The reading is from the gospel according to St. Mark 2:1-12
Today I would like to briefly explore the connection between St. Gregory Palamas and the second Sunday of Great Lent. First we must take a look at the gospel story of the paralyzed man. As Our Lord Christ encounters him He does something that was considered quite blasphemous at the time. He tells the man that his sins are forgiven. After a great degree of resistance from the on-lookers Our Lord asks “which is easier to say to the paralytic, “your sins are forgiven you” or to say “rise take up your bed and walk?”
I would submit that this is the connection to the great saint Gregory Palamas who lived almost 700 yrs ago. Gregory Palamas became archbishop of the great city of Thessaloniki (we know that St. Paul wrote at least two letters to the Christian community in that city some 650 years before Palamas). In fact, you can travel to Greece and visit the cathedral dedicated to him, and venerate his body which is in a side chapel of the church. This Gregory Palamas was called “the cause of all disorders and disturbances in the Church.” Now imagine that he was called “the cause of all disorders and disturbances in the Church” by the Patriarch of Constantinople himself. The year is 1344. This comment was made during a Church council and it caused this man to be thrown into prison for the next 4 years. Yet the Church in her wisdom has set aside this the second Sunday of Great Lent as Palamas Sunday.
Palamas understood through faithful practice that the body and soul must be saved together or they will perish together and he taught this quite publicly as bishop of the city of Thessaloníki. Among the spiritual practices taught by St. Gregory was the practice he learned from other monks called “stillness of the heart”, better known as hesychia or hesychasm. Stillness of the heart is the practice of quieting yourself to such a degree that you can finally come to hear the voice of God clearly in your heart as the psalmist writes “Be still and know that I am God.”
This teaching was not endorsed by all of the leaders or teachers of the Church. In fact, I might go so far as to say that most Christian denominations still do not believe this teaching or it’s consequences. Many western Christians look at growing in their faith as a matter of intellectual growth, but Palamas, learning from the fathers, saw growth as requiring purification of the body in order to open a relationship with the Holy Spirit. We are walled off from God through our sins and passions, and the ascetical disciplines and the practice of prayerful stillness, renew us to receive gifts and treasures from God. Christ our God forgives us, but somehow we are still left with residue and scars from our sins and the filth of our souls. So these practices help us to be cleansed and to hasten our healing. We are open to synergy with the Holy Spirit.
“Be still and know that I am God.” Think about how difficult it would be to be still?
We are so easily distracted by so many things from smart phones to computers to television to movies to music that we are filled to the brim. All these not only distract but they add layers around our heart by numbing it and holding it captive. So these things distract our attention and focus elsewhere and they also leave us wanting more.
The truth is that many of us are afraid of quiet time. We must have a radio or TV in the background or we must be talking to someone. Are we afraid of what we will find without these distractions in our lives? Maybe, but we also know that unless you get rid of all the external pacifiers you cannot actually be pacified. We are always looking for a painkiller but we rarely remember that the pain is there to point us to the fact that there is a problem that needs a cure not a cover up. Our problem is that we are sinful and we have rejected God and by chasing and loving everything but God we have created the emptiness that we feel. Yet there is a cure. Our cure is to constantly and diligently seek Jesus Christ through prayer at every moment of the day. We follow this diligent search for the Lord by pursuing Him in the life of the Church which is His body.
St. Gregory defended the idea that he learned from others and put into practice in his own life, namely that through solitude (time alone) as well as constant prayer such as the Jesus Prayer, one could fully begin to hear God and to speak to Him in a meaningful way. By focusing all our attention on God one can actually begin to commune with Him and to even see His glorious light with the faculty of the heart. In fact, our theology and the lived experience of the Orthodox saints tells us that through this path, we actually, truly, really, begin to know God in His energies.
Today is a reminder of the struggles that we face as we are paralyzed by our own sins. It is a reminder that when God heals us, He heals all of us and not just a part. Knowing this each of you must continue to really give God your heart, mind, soul and strength. In this way He will see your heart as usable material that He can sculpt into His next masterpiece. Or a place that He can turn into His glorious temple! I want to leave you with a quote a share nearly every year from St. Gregory Palamas, who writes, “Let not one think, my fellow Christian, that only priests and monks need to pray without ceasing and not laymen. No, no; every Christian without exception ought to dwell always in prayer.” AMEN.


### Work task
Take each line of the records below that contains the string "JSON" and copy it.
** Data records follows **
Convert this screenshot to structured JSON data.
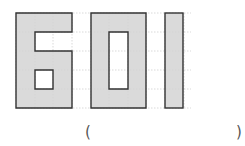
{
  "figure": {
    "digits": [
      "6",
      "0",
      "1"
    ],
    "grid": {
      "origin_x": 16,
      "origin_y": 13,
      "cell": 18.9,
      "cols": 10,
      "rows": 5
    },
    "fill_color": "#d3d3d3",
    "stroke_color": "#333333",
    "grid_color": "#cfcfcf"
  },
  "answer": {
    "open_paren": "(",
    "close_paren": ")",
    "value": ""
  }
}
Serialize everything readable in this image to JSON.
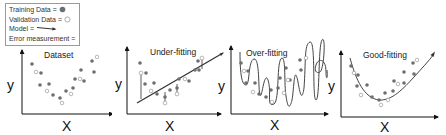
{
  "legend": {
    "training_label": "Training Data =",
    "validation_label": "Validation Data =",
    "model_label": "Model =",
    "error_label": "Error measurement ="
  },
  "colors": {
    "training_point": "#6e6e6e",
    "validation_point": "#ffffff",
    "validation_stroke": "#9a9a9a",
    "model_line": "#333333",
    "axis": "#111111"
  },
  "panels": [
    {
      "title": "Dataset",
      "xlabel": "X",
      "ylabel": "y"
    },
    {
      "title": "Under-fitting",
      "xlabel": "X",
      "ylabel": "y"
    },
    {
      "title": "Over-fitting",
      "xlabel": "X",
      "ylabel": "y"
    },
    {
      "title": "Good-fitting",
      "xlabel": "X",
      "ylabel": "y"
    }
  ]
}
** End of Data records **
### Response
Convert this screenshot to structured JSON data.
Serialize everything readable in this image to JSON.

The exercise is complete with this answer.